Only the source of will-power--the mind. It is the mind
that cannot help me. What am I to do?"
"There is a spiritual strength," said Plank timidly.
"I have never dreamed of denying it," said Siward. "I have tried to find
it through the accepted sources--accepted by me, too. God has not helped
me in the conventional way or through traditional methods; but that has
not inclined me to doubt Him as the tribunal of last resort," he added
hastily. "I don't for a moment waver in faith because I am ignorant
of the proper manner to approach Him. The Arbiter of all knows that I
desire to be decent. He must be aware, too, that all anchors save one
have failed to hold me."
"You mean--Miss Landis?"
"Yes. It may be weakness; it may be to my shame that the cables of pride
and self-respect, even the spiritual respect for the Highest, cannot
hold me when this one anchor holds. All I know is that it holds--so far.
It held me at Shotover; it holds me again, now. And the rocks were close
abeam, Plank--very close--when she spoke to me over the wires, through
the rain, that dark day in March."
He moistened his lips feverishly.
"She said that I might see her. I have waited a long time. I have taken
my fighting chance again and I've won out, so far."
He looked up at Plank, curiously embarrassed:
"Your body is normal; your intelligence wholesome, balanced, sane; and I
want to ask you if you think that perhaps, without understanding how,
I have found in her, or through her, in some way, the spiritual source
that I think might help me to help myself?"
And, as Plank made no reply:
"Or am I talking sentimental cant? Don't answer, if you think that.
I can't trust my own mind any more, anyway; and," with an ugly laugh,
"I'll know it all some day--the sooner the better!"
"Don't say that!" growled Plank. "You were sane a moment ago."
Siward looked up sharply, but the other silenced him with a gesture.

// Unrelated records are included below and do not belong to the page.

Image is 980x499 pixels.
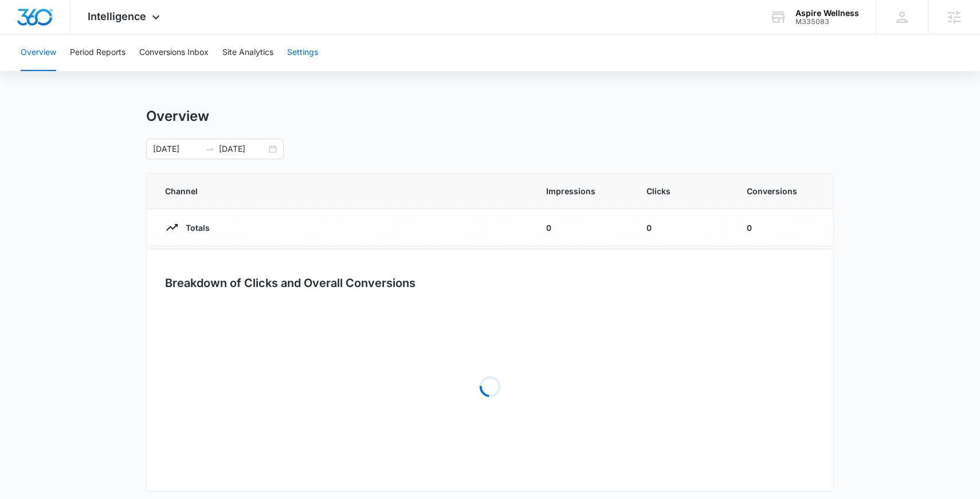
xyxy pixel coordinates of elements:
div: account name [795,9,859,18]
td: 0 [533,209,633,246]
div: account id [795,18,859,26]
button: Settings [287,34,318,71]
button: Overview [20,34,56,71]
button: Conversions Inbox [139,34,208,71]
td: 0 [733,209,833,246]
input: Start date [153,143,200,156]
button: Site Analytics [222,34,273,71]
span: Impressions [546,185,619,197]
h1: Overview [146,108,209,125]
p: Totals [179,222,210,233]
span: Clicks [647,185,719,197]
h3: Breakdown of Clicks and Overall Conversions [165,275,416,292]
span: Channel [165,185,519,197]
td: 0 [633,209,733,246]
input: End date [219,143,267,156]
button: Period Reports [70,34,126,71]
span: to [205,144,214,154]
span: Conversions [747,185,815,197]
span: Intelligence [88,11,146,23]
span: swap-right [205,144,214,154]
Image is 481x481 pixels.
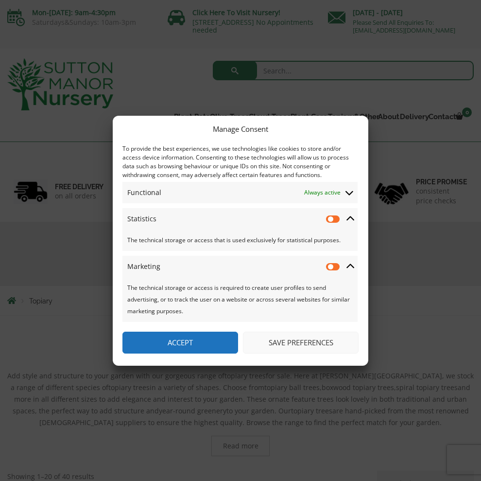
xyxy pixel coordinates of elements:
[127,234,353,246] span: The technical storage or access that is used exclusively for statistical purposes.
[127,261,160,272] span: Marketing
[127,283,350,315] span: The technical storage or access is required to create user profiles to send advertising, or to tr...
[127,187,161,198] span: Functional
[304,187,341,198] span: Always active
[123,256,358,277] summary: Marketing
[123,332,238,354] button: Accept
[123,144,358,179] div: To provide the best experiences, we use technologies like cookies to store and/or access device i...
[123,182,358,203] summary: Functional Always active
[127,213,157,225] span: Statistics
[243,332,359,354] button: Save preferences
[123,208,358,230] summary: Statistics
[213,123,268,135] div: Manage Consent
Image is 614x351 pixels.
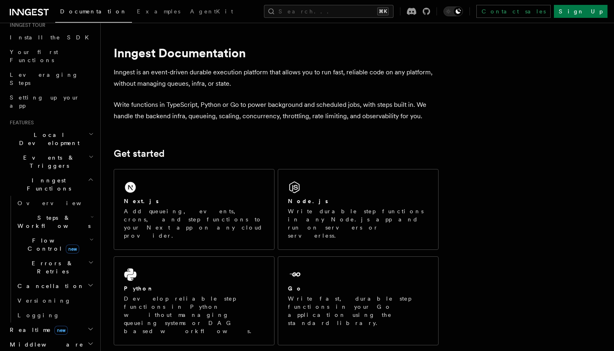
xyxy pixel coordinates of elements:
span: Inngest Functions [6,176,88,193]
span: Versioning [17,297,71,304]
a: Examples [132,2,185,22]
span: Leveraging Steps [10,71,78,86]
button: Search...⌘K [264,5,394,18]
a: Versioning [14,293,95,308]
span: Errors & Retries [14,259,88,275]
span: Overview [17,200,101,206]
a: Get started [114,148,165,159]
div: Inngest Functions [6,196,95,323]
h2: Go [288,284,303,292]
a: GoWrite fast, durable step functions in your Go application using the standard library. [278,256,439,345]
h2: Python [124,284,154,292]
a: Setting up your app [6,90,95,113]
a: Your first Functions [6,45,95,67]
a: Node.jsWrite durable step functions in any Node.js app and run on servers or serverless. [278,169,439,250]
span: AgentKit [190,8,233,15]
a: AgentKit [185,2,238,22]
button: Steps & Workflows [14,210,95,233]
p: Write fast, durable step functions in your Go application using the standard library. [288,295,429,327]
p: Inngest is an event-driven durable execution platform that allows you to run fast, reliable code ... [114,67,439,89]
span: Inngest tour [6,22,45,28]
p: Write durable step functions in any Node.js app and run on servers or serverless. [288,207,429,240]
button: Inngest Functions [6,173,95,196]
button: Realtimenew [6,323,95,337]
a: Next.jsAdd queueing, events, crons, and step functions to your Next app on any cloud provider. [114,169,275,250]
span: Local Development [6,131,89,147]
a: Overview [14,196,95,210]
button: Events & Triggers [6,150,95,173]
a: Install the SDK [6,30,95,45]
span: Setting up your app [10,94,80,109]
span: Middleware [6,340,84,349]
a: Contact sales [477,5,551,18]
span: Realtime [6,326,68,334]
span: Features [6,119,34,126]
button: Cancellation [14,279,95,293]
h2: Next.js [124,197,159,205]
a: Logging [14,308,95,323]
button: Flow Controlnew [14,233,95,256]
span: Logging [17,312,60,318]
h1: Inngest Documentation [114,45,439,60]
span: Documentation [60,8,127,15]
span: Install the SDK [10,34,94,41]
h2: Node.js [288,197,328,205]
a: Documentation [55,2,132,23]
span: new [54,326,68,335]
span: new [66,245,79,253]
span: Examples [137,8,180,15]
p: Develop reliable step functions in Python without managing queueing systems or DAG based workflows. [124,295,264,335]
p: Add queueing, events, crons, and step functions to your Next app on any cloud provider. [124,207,264,240]
span: Flow Control [14,236,89,253]
button: Local Development [6,128,95,150]
span: Steps & Workflows [14,214,91,230]
span: Cancellation [14,282,84,290]
button: Toggle dark mode [444,6,463,16]
kbd: ⌘K [377,7,389,15]
p: Write functions in TypeScript, Python or Go to power background and scheduled jobs, with steps bu... [114,99,439,122]
a: Sign Up [554,5,608,18]
span: Events & Triggers [6,154,89,170]
a: PythonDevelop reliable step functions in Python without managing queueing systems or DAG based wo... [114,256,275,345]
button: Errors & Retries [14,256,95,279]
a: Leveraging Steps [6,67,95,90]
span: Your first Functions [10,49,58,63]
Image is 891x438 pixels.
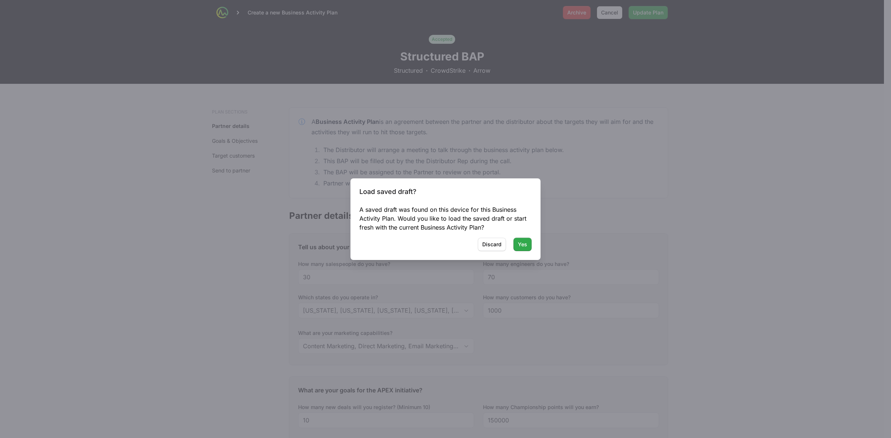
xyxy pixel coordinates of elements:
[359,205,532,232] div: A saved draft was found on this device for this Business Activity Plan. Would you like to load th...
[482,240,502,249] span: Discard
[478,238,506,251] button: Discard
[359,187,532,196] h3: Load saved draft?
[513,238,532,251] button: Yes
[518,240,527,249] span: Yes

"Wait! You asked me a perfectly sane question--so wholesome, so normal,
that I'm trying to frame an answer worthy of it! I intimated that after
the physical, the mental, the ethical phenomena, there remained always
the spiritual instinct. Like a wireless current, if a man can establish
communication it is well for him, whatever the method. You assented, I
think."
"Yes."
"And you ask me if I believe it possible that she can be the medium?"
"Yes."
Plank said deliberately: "Yes, I do think so."